Quote from heech:
I largely agree with Epic's comments.
Just to add a few more thoughts, which I may have also put elsewhere:
- I am generally very flexible with my pool / fund, in terms of accepting investors of any size. This is one of the obvious advantages of a fund structure versus managed accounts... I can't do SMAs for less than $1mm, but I happy to do fund investments of just about any size.
I do this not because it's necessarily good financially... My costs for accepting a new investor + AML background search can be pretty high. But I think it's good marketing. Nothing better than to have a broad pool of existing investors; they can act as references and will definitely spread the word. I have one guy who initially came in with $40k of his own money 2 years ago.... but is now starting next month with a $1mm SMA.
- If you aren't getting investors, then you just aren't "there". Don't worry about marketing or buying databases or cold-calling people... if you've talked to 10 potential targets and none have invested, then calling 100 isn't going to help. This isn't like selling Avon. Focus on the problems in your strategy / fund / product instead.... And sometime the only fix is better performance, lower DD, longer history.
In contrast, once you are "there", I think raising money becomes almost automatic. I would say of all potential investors who find me thru introduction / website / press... 50% will now want to move forward to a deeper conversation after looking over my pitchbook / PPM. Of those who look deeper, probably 50% will now invest... So 25% of leads are converting.
Just 6 months ago, those ratios were probably 20% and 10%... Or about 2% of leads were converting. And how huge of a difference is a 2% vs 25% conversion rate!?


### Aim of the exercise
Your job is to print, exactly, the lines in the data below from the line with "Find footwear bbox." through the line with "Resolution: w=1024, h=682.", both included, and to omit any picture.

======== Data to examine

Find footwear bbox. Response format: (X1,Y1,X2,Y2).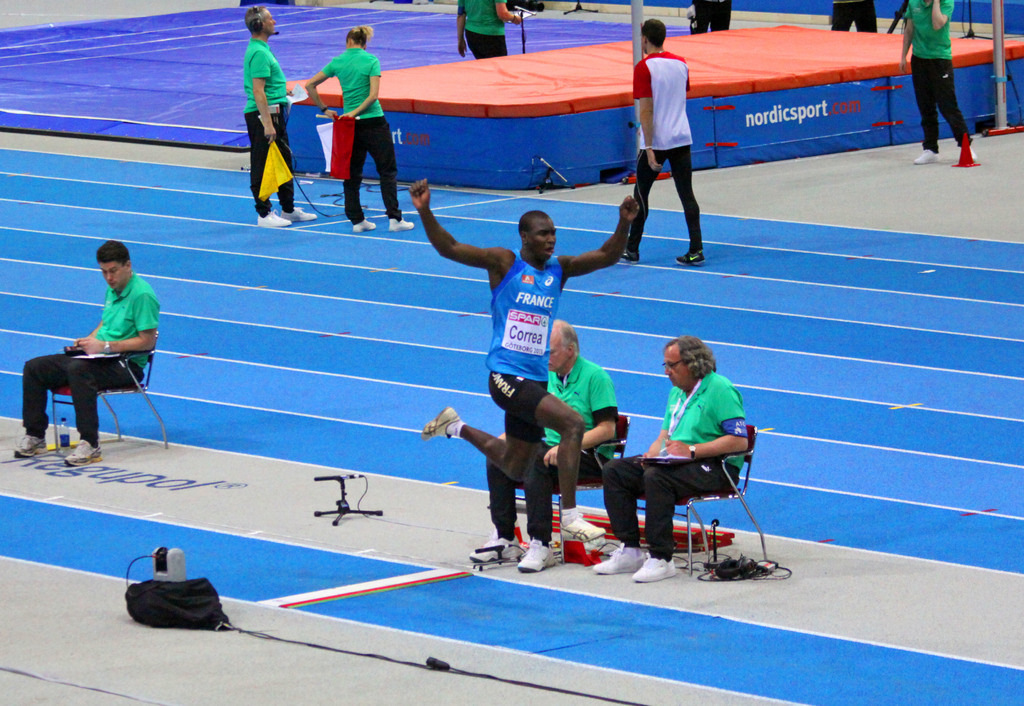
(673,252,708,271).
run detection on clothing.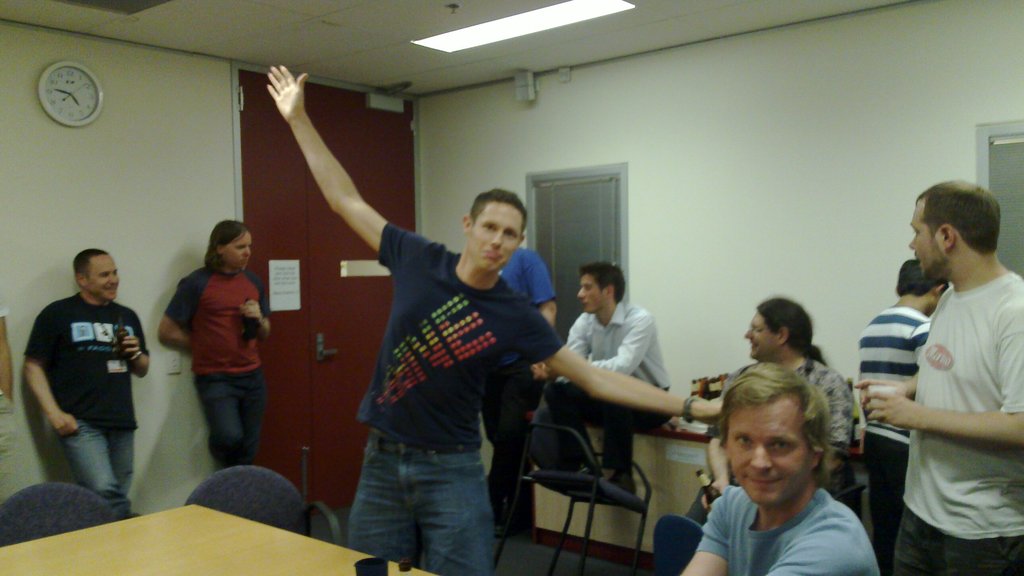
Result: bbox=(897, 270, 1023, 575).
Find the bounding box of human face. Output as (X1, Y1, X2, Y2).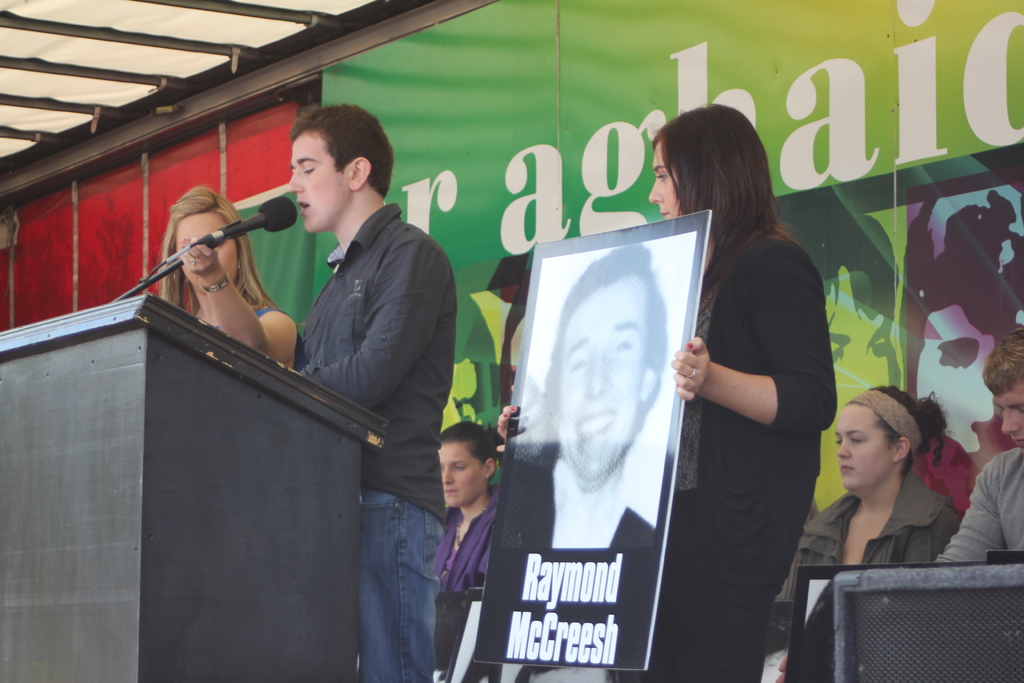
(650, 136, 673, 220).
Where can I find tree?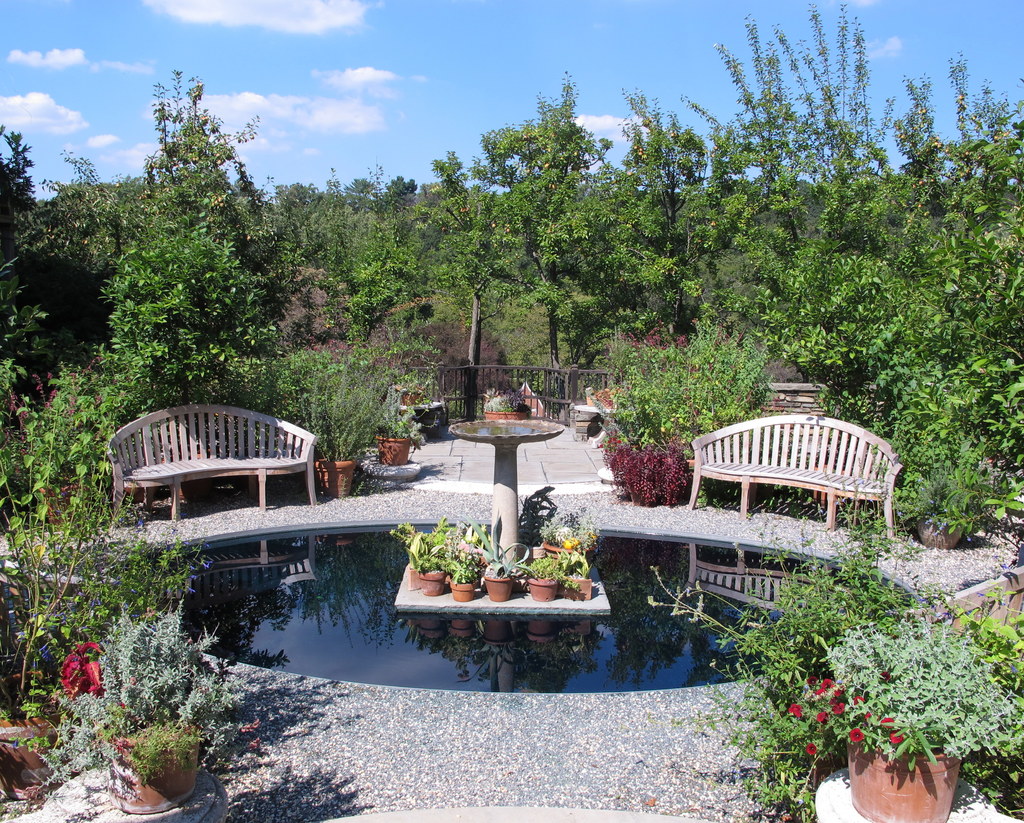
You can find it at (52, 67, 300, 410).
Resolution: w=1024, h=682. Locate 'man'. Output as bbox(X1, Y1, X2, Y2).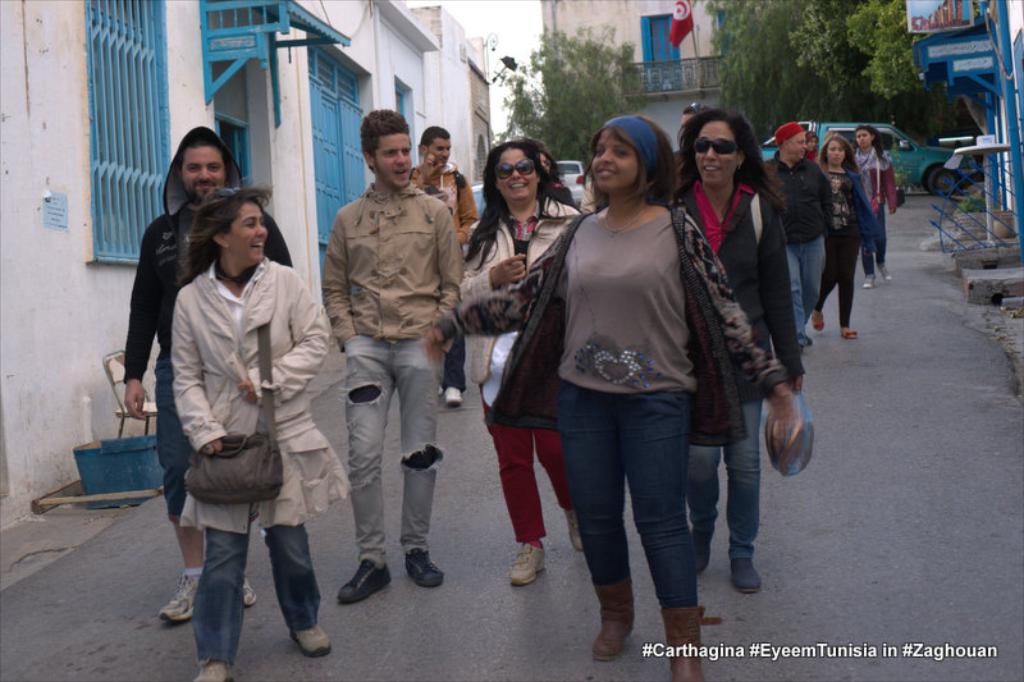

================
======== Data to examine

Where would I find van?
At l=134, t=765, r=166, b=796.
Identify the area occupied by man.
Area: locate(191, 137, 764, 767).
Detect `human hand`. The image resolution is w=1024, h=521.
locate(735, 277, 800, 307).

================
======== Data to examine

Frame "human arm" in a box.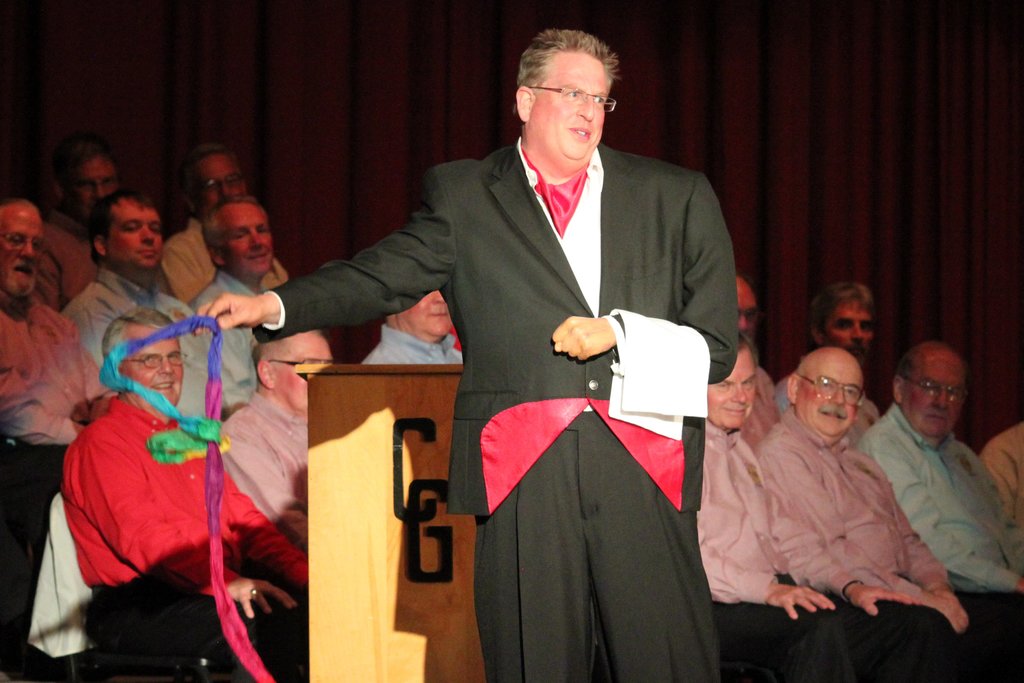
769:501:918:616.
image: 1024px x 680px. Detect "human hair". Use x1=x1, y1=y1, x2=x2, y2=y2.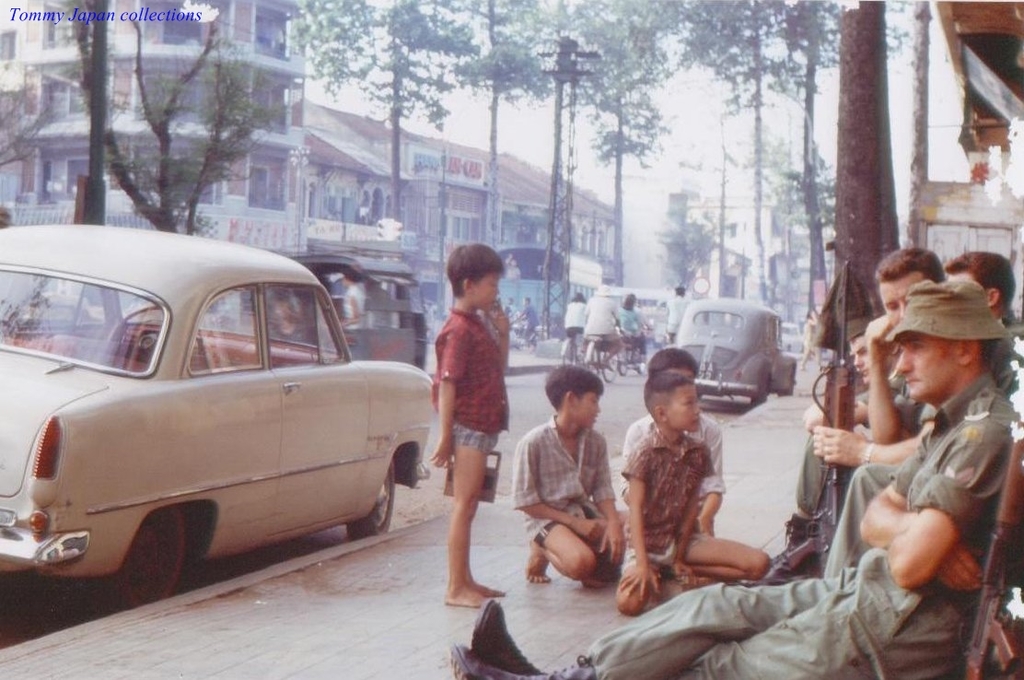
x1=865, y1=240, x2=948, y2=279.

================

### Exercise solution
Find footwear bbox. Response format: (X1,Y1,X2,Y2).
(673,252,708,271).
run detection on clothing.
Result: bbox=(897, 270, 1023, 575).
Find the bounding box of human face. Output as (X1, Y1, X2, Y2).
(650, 136, 673, 220).
Where can I find tree?
You can find it at (52, 67, 300, 410).
Resolution: w=1024, h=682. Locate 'man'. Output as bbox(X1, Y1, X2, Y2).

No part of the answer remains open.